Beliefs of the
United Methodist Church
Our Faith Journey
Faith is the basic orientation and commitment of our whole being—a matter of heart and soul. Christian faith is grounding our lives in the living God as revealed especially in Jesus Christ. It’s both a gift we receive within the Christian community and a choice we make. It’s trusting in God and relying on God as the source and destiny of our lives. Faith is believing in God, giving God our devoted loyalty and allegiance. Faith is following Jesus, answering the call to be his disciples in the world. Faith is hoping for God’s future, leaning into the coming kingdom that God has promised. Faith-as-belief is active; it involves trusting, believing, following, hoping.
Our Theological Journey
Theology is thinking together about our faith and discipleship. It’s reflecting with others in the Christian community about the good news of God’s love in Christ.
Both laypeople and clergy are needed in “our theological task.” The laypeople bring understandings from their ongoing effort to live as Christians in the complexities of a secular world; clergy
But how shall we go about our theological task so that our beliefs are true to the gospel and helpful in our lives? In John Wesley’s balanced and rigorous ways for thinking through Christian doctrine, we find four major sources or criteria, each interrelated. These we often call our “theological guidelines”: Scripture, tradition, experience, and reason. Let’s look at each of these.
Scripture
In thinking about our faith, we put primary reliance on the Bible. It’s the unique testimony to God’s self-disclosure in the life of Israel; in the ministry, death, and resurrection of Jesus the Christ; and in the Spirit’s work in the early church. It’s our sacred canon and, thus, the decisive source of our Christian witness and the authoritative measure of the truth in our beliefs.
In our theological journey, we study the Bible within the believing community. Even when we study it alone, we’re guided and corrected through dialogue with other Christians. We interpret individual texts in light of their place in the Bible as a whole. We use concordances, commentaries, and other aids prepared by
Tradition
Between the New Testament age and our own era stand countless witnesses on whom we rely
Experience
A third source and criterion of our theology is our experience. By experience we mean especially the “new life in Christ,” which is ours as a gift of God’s grace; such rebirth and personal assurance
Reason
Finally, our own careful use of reason, though not exactly a direct source of Christian belief, is a necessary tool. We use our reason in reading and interpreting the Scripture. We use it in relating the Scripture and tradition to our experience and in organizing our theological witness in a way that’s internally coherent. We use our reason in relating our beliefs to the full range of human knowledge and in expressing our faith to others in clear and appealing ways.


• **Problem to work on**: Output the data below only from the line containing "At what (x,y)" up to and including the line containing "pyautogui.click(x=<x>, y=<y>)", exact and with the pictures left out.

• **Data to process**:
____________

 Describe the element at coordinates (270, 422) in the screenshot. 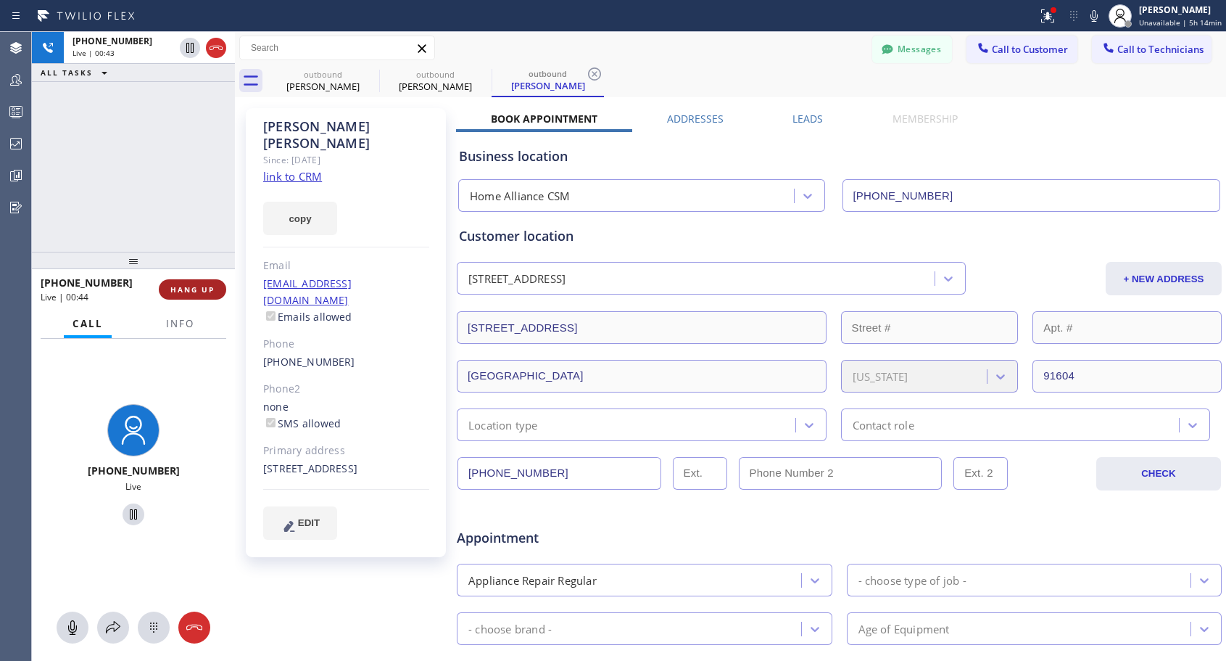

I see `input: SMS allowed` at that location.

____________

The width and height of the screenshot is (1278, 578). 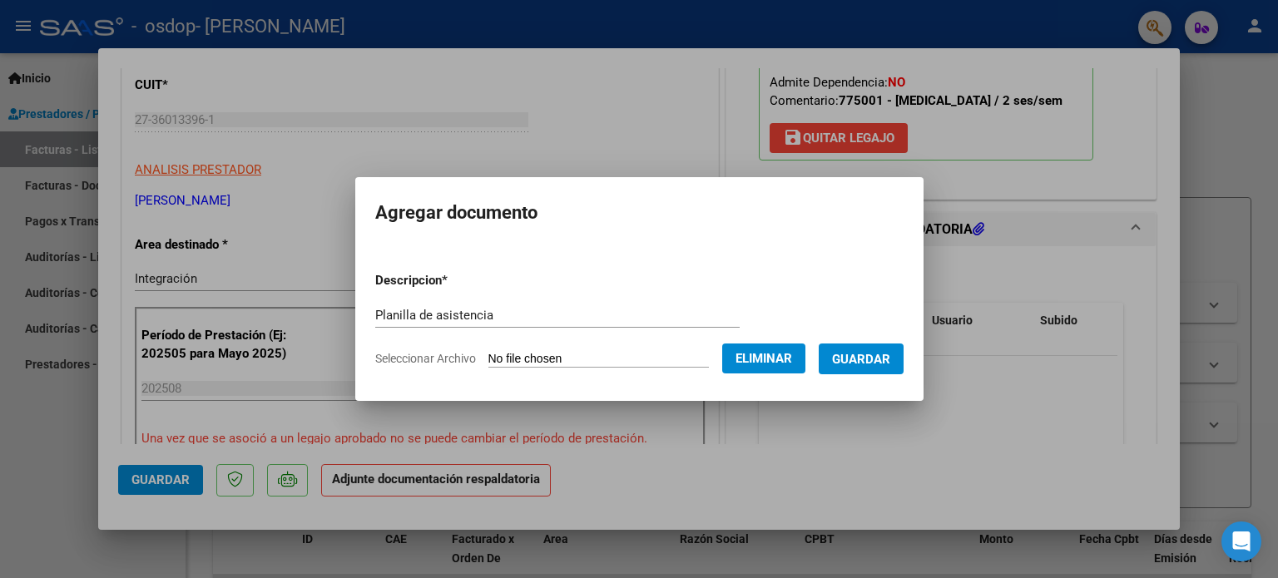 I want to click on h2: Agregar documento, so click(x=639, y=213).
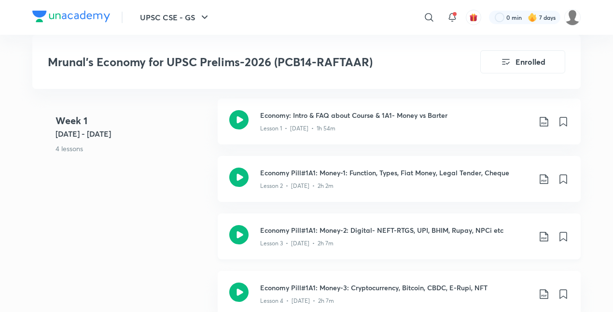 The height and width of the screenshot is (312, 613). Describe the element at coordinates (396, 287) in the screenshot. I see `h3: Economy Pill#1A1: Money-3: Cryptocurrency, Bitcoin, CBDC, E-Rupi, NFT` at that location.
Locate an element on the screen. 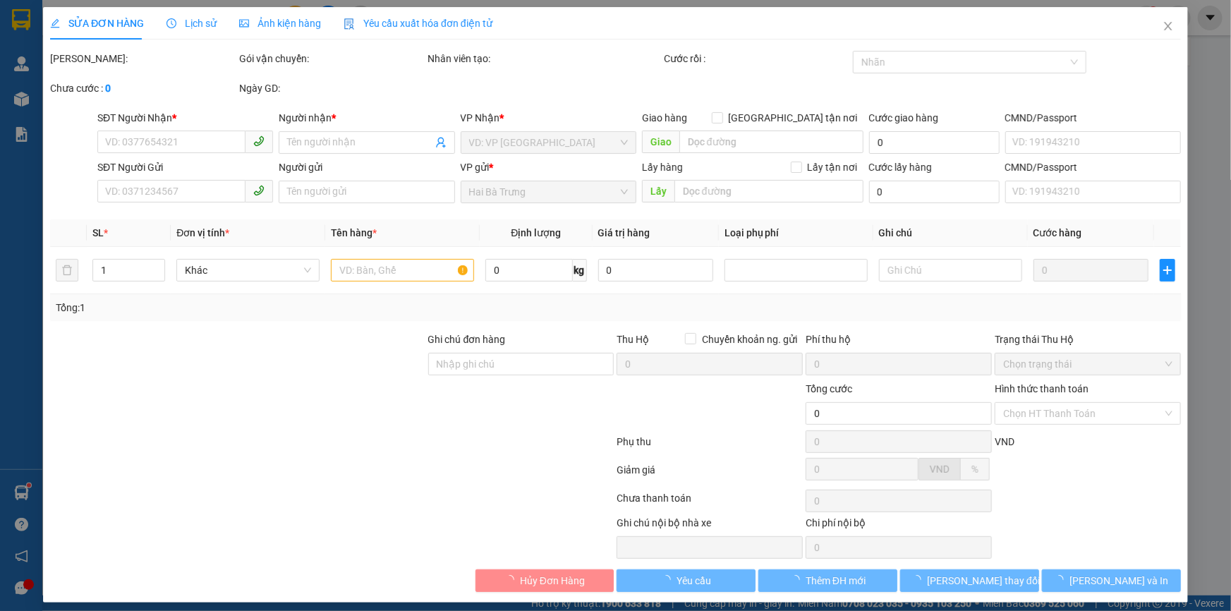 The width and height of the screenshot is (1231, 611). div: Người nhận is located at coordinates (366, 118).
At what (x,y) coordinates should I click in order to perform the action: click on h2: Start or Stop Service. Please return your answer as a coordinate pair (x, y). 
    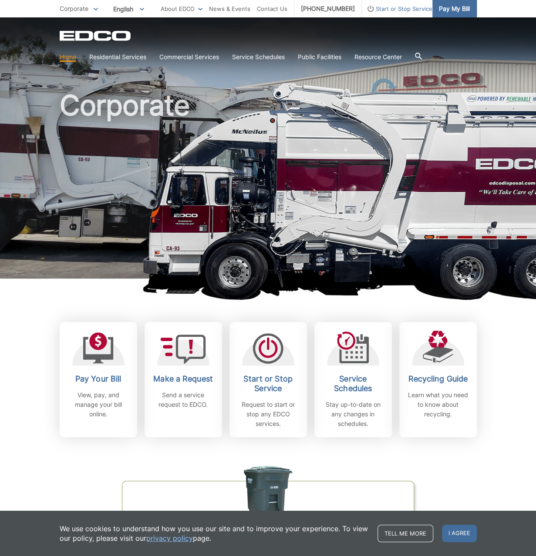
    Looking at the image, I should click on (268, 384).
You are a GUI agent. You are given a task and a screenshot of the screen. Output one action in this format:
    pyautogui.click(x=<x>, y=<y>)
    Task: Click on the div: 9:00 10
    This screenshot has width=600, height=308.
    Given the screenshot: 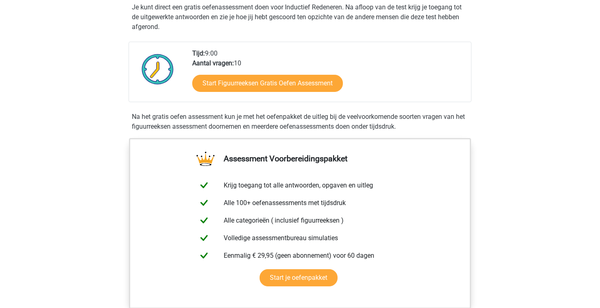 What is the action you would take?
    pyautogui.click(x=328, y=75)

____________

• **Solution for this problem**:
At what (x,y) coordinates should I click in order to perform the action: click on h2: Start or Stop Service. Please return your answer as a coordinate pair (x, y). 
    Looking at the image, I should click on (268, 384).
You are a GUI agent. You are given a task and a screenshot of the screen. Output one action in this format:
    pyautogui.click(x=<x>, y=<y>)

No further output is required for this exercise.